§ **Work item**: Would you restate every entry below word for word? Leave out the pictures.

---------- Input for this task

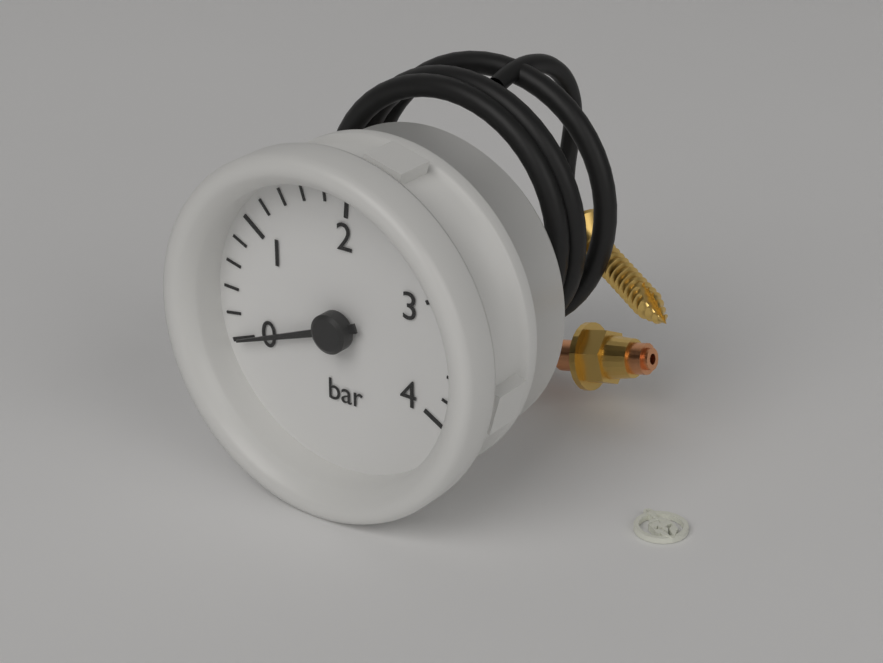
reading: 0.0 bar
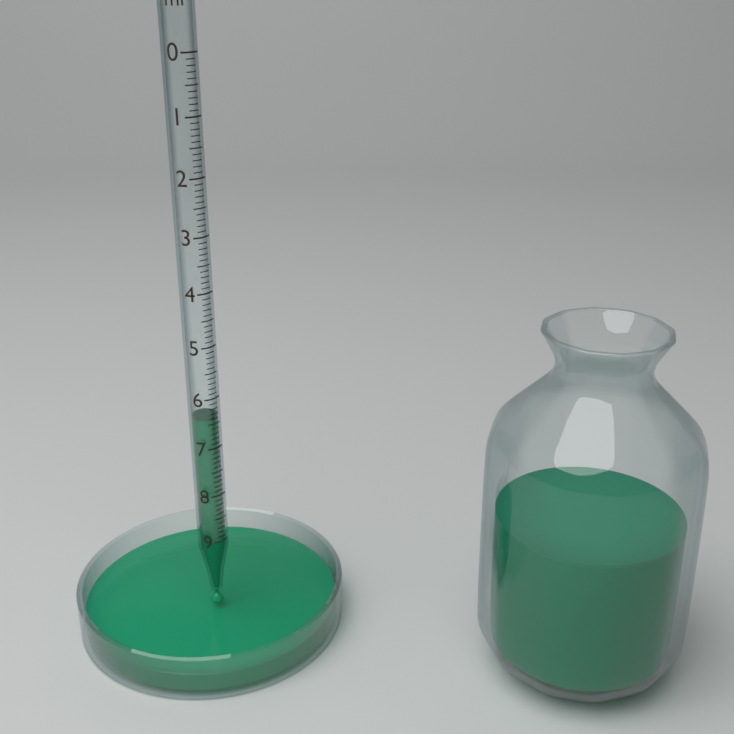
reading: 6.4 ml
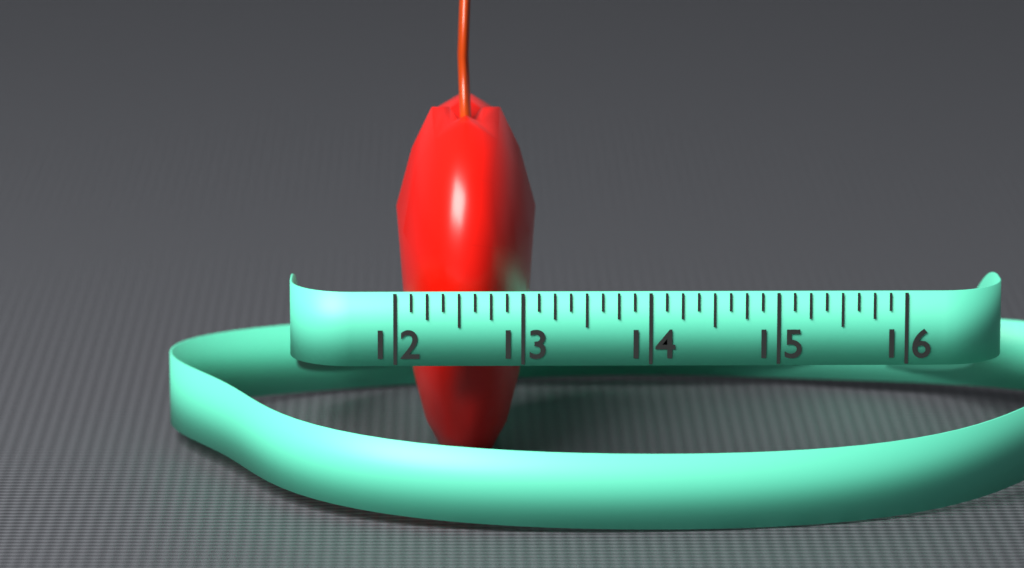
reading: 13.125 (no unit)
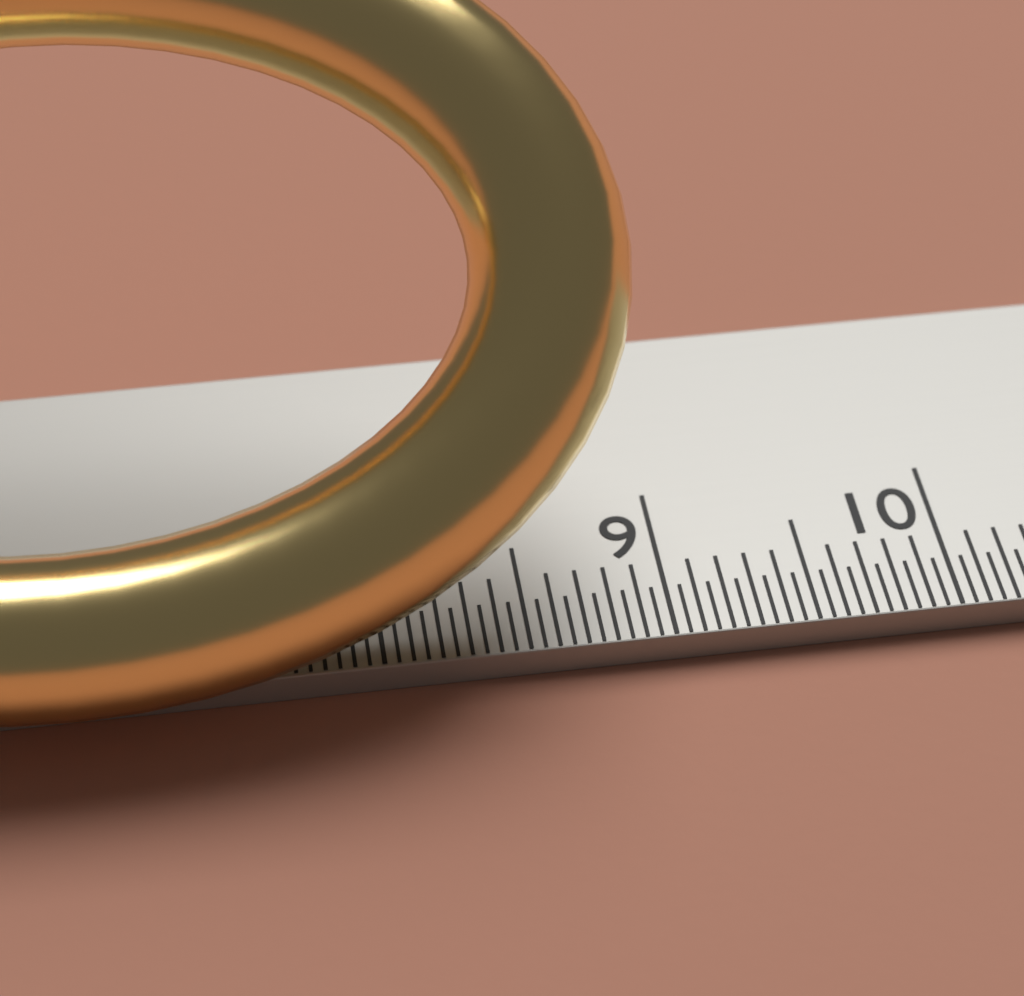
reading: 8.95 cm
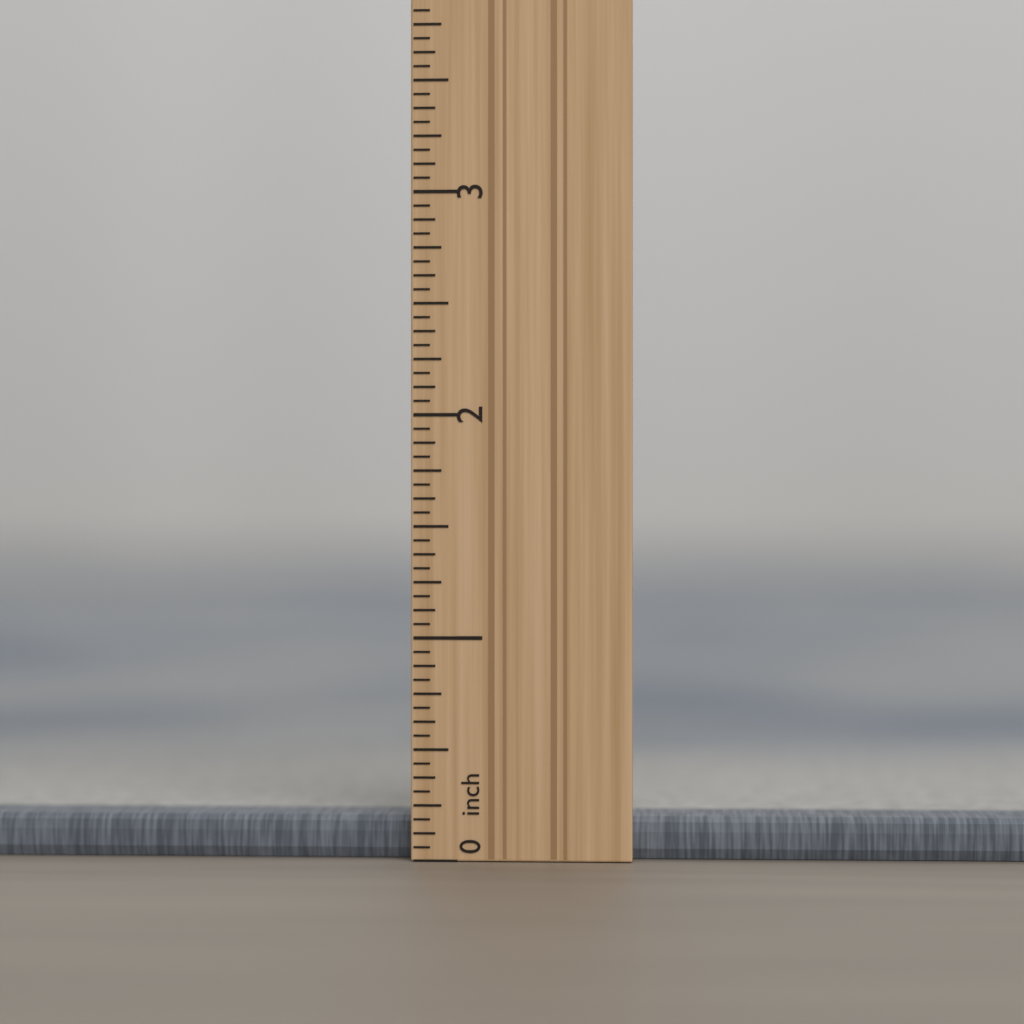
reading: 0.1875 in
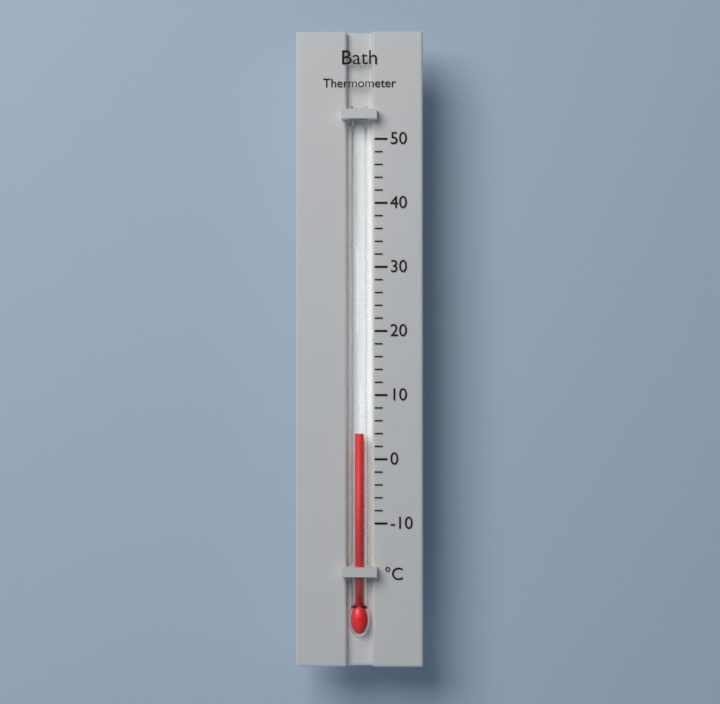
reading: 4 °C
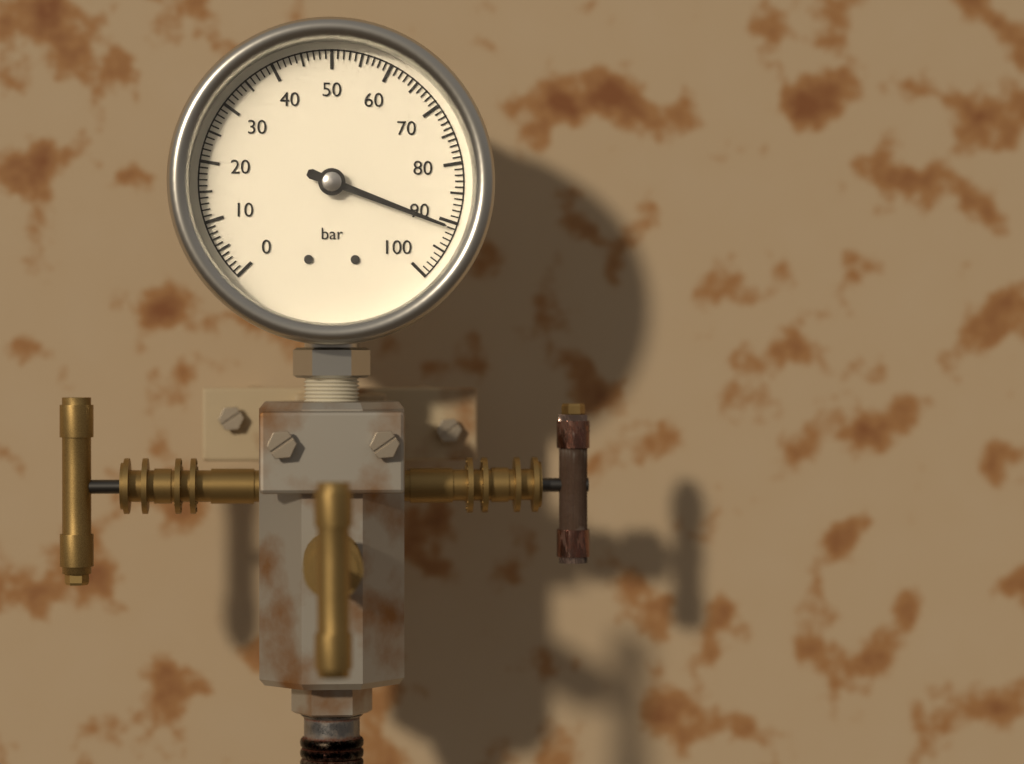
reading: 91 bar
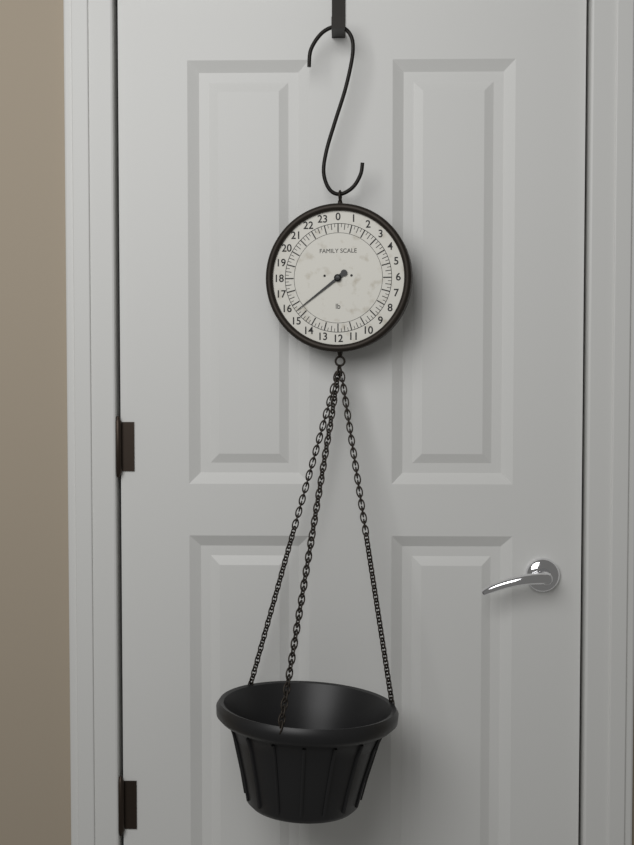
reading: 15.50 lb
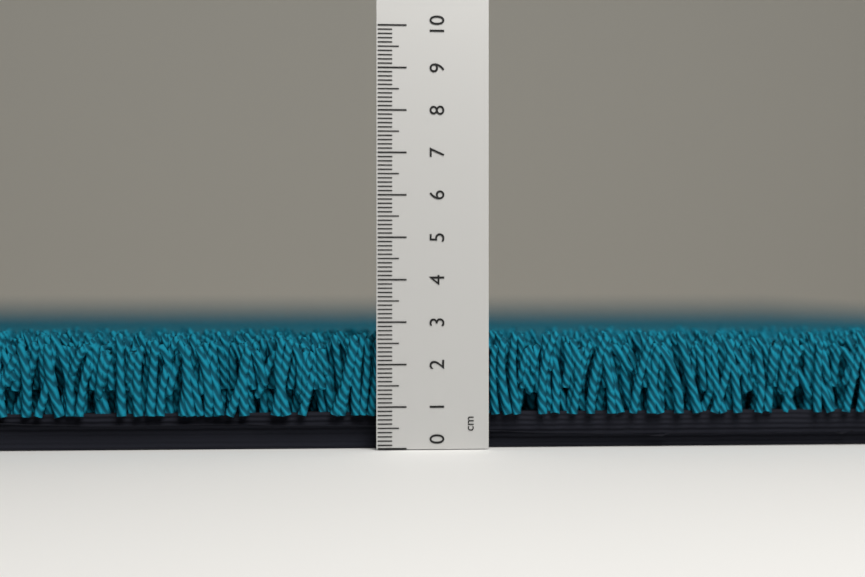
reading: 2.8 cm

--------------------

§ **Reply to the task**:
reading: 0.0 bar
reading: 6.4 ml
reading: 13.125 (no unit)
reading: 8.95 cm
reading: 0.1875 in
reading: 4 °C
reading: 91 bar
reading: 15.50 lb
reading: 2.8 cm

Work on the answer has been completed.